Segments may be mapped to a destination multiple times. This is useful if the segment can be mapped to multiple ids on the destination.
When getting a segment or trait, you can have reporting information on membership by including the following query parameter includeMetrics=true
. Display 30 day unique number when displaying a blog post using the uniques30Day
property.
These are not necessarily related to AudienceManager's REST APIs, but they are useful for understanding AudienceManager.
Now that you've created a blog application that automatically creates the necessary resources in AudienceManager, its time to send visitor information for the traits you've created. You can do this by instrumenting blog pages with Data Integration Library. See Documentation: http://microsite.omniture.com/t2/help/en_US/beta/am/c_dil.html. When a user views a blog post, send DCS calls with signals for the blog id, the tag, the industry, and the company size. Modify /app/views/single_post.scala.html to accomplish this. Also, make a call when a user comments on a blog post.

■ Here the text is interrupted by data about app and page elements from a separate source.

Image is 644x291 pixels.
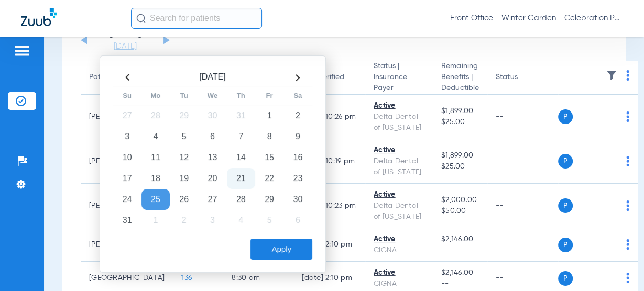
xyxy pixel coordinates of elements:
img: Search Icon [136,14,146,23]
span: -- [441,278,479,289]
td: -- [487,228,558,262]
div: Delta Dental of [US_STATE] [374,201,424,223]
li: [DATE] [94,29,157,52]
td: -- [487,95,558,139]
img: filter.svg [606,70,617,81]
span: P [558,109,573,124]
div: Active [374,234,424,245]
div: Delta Dental of [US_STATE] [374,156,424,178]
div: CIGNA [374,278,424,289]
span: Front Office - Winter Garden - Celebration Pediatric Dentistry [450,13,623,24]
div: Last Verified [302,72,357,83]
span: P [558,154,573,169]
div: Active [374,100,424,111]
div: Delta Dental of [US_STATE] [374,111,424,133]
span: 136 [181,274,192,282]
div: Active [374,267,424,278]
span: $2,146.00 [441,234,479,245]
span: $25.00 [441,117,479,128]
iframe: Chat Widget [591,241,644,291]
span: $2,146.00 [441,267,479,278]
th: Status | [365,61,433,95]
span: P [558,199,573,213]
a: [DATE] [94,41,157,52]
span: $25.00 [441,161,479,172]
td: [DATE] 10:26 PM [293,95,365,139]
img: hamburger-icon [14,45,30,57]
div: Active [374,190,424,201]
th: [DATE] [141,69,283,86]
span: $1,899.00 [441,106,479,117]
input: Search for patients [131,8,262,29]
div: Patient Name [89,72,135,83]
img: group-dot-blue.svg [626,201,629,211]
span: Deductible [441,83,479,93]
span: $50.00 [441,206,479,217]
td: -- [487,139,558,184]
img: group-dot-blue.svg [626,156,629,167]
span: $2,000.00 [441,195,479,206]
div: Active [374,145,424,156]
span: $1,899.00 [441,150,479,161]
span: Insurance Payer [374,72,424,93]
td: [DATE] 10:23 PM [293,184,365,228]
span: -- [441,245,479,256]
td: [DATE] 10:19 PM [293,139,365,184]
img: group-dot-blue.svg [626,70,629,81]
span: P [558,238,573,252]
td: [DATE] 2:10 PM [293,228,365,262]
td: -- [487,184,558,228]
img: group-dot-blue.svg [626,111,629,122]
div: Patient Name [89,72,165,83]
img: group-dot-blue.svg [626,240,629,250]
th: Remaining Benefits | [433,61,487,95]
span: P [558,271,573,286]
div: CIGNA [374,245,424,256]
button: Apply [251,239,312,259]
img: Zuub Logo [21,8,57,26]
th: Status [487,61,558,95]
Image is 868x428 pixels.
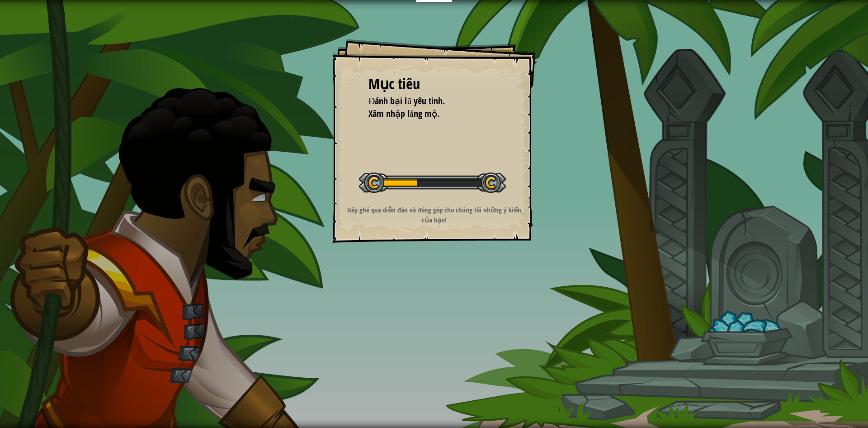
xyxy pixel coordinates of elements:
div: Mục tiêu [369,74,500,95]
li: Xâm nhập lăng mộ. [357,107,497,121]
span: Xâm nhập lăng mộ. [369,107,439,120]
span: Đánh bại lũ yêu tinh. [369,95,445,107]
li: Đánh bại lũ yêu tinh. [357,95,497,108]
strong: Hãy ghé qua diễn đàn và đóng góp cho chúng tôi những ý kiến của bạn! [347,205,522,224]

Use declared Id for logged in users when hitting Visitor ID service.
##Join with traits from other sources to create richer segments Add traits from other sources to create richer segments.
You will get the 401 Unauthorizated header if your access token is invalid. You should build a robust application that can handle this gracefully. You can get a new access token if you have a refresh token.
Encrypt access and refresh token information that's stored on your systems to safeguard it.
Some operations on the blog should not require a user have valid audience manager credentials. For instance, displaying unique visitors on a blog post (Exercise 8) is read only and could be done with a dedicated API user that is used when an AudienceManager user isn't available otherwise.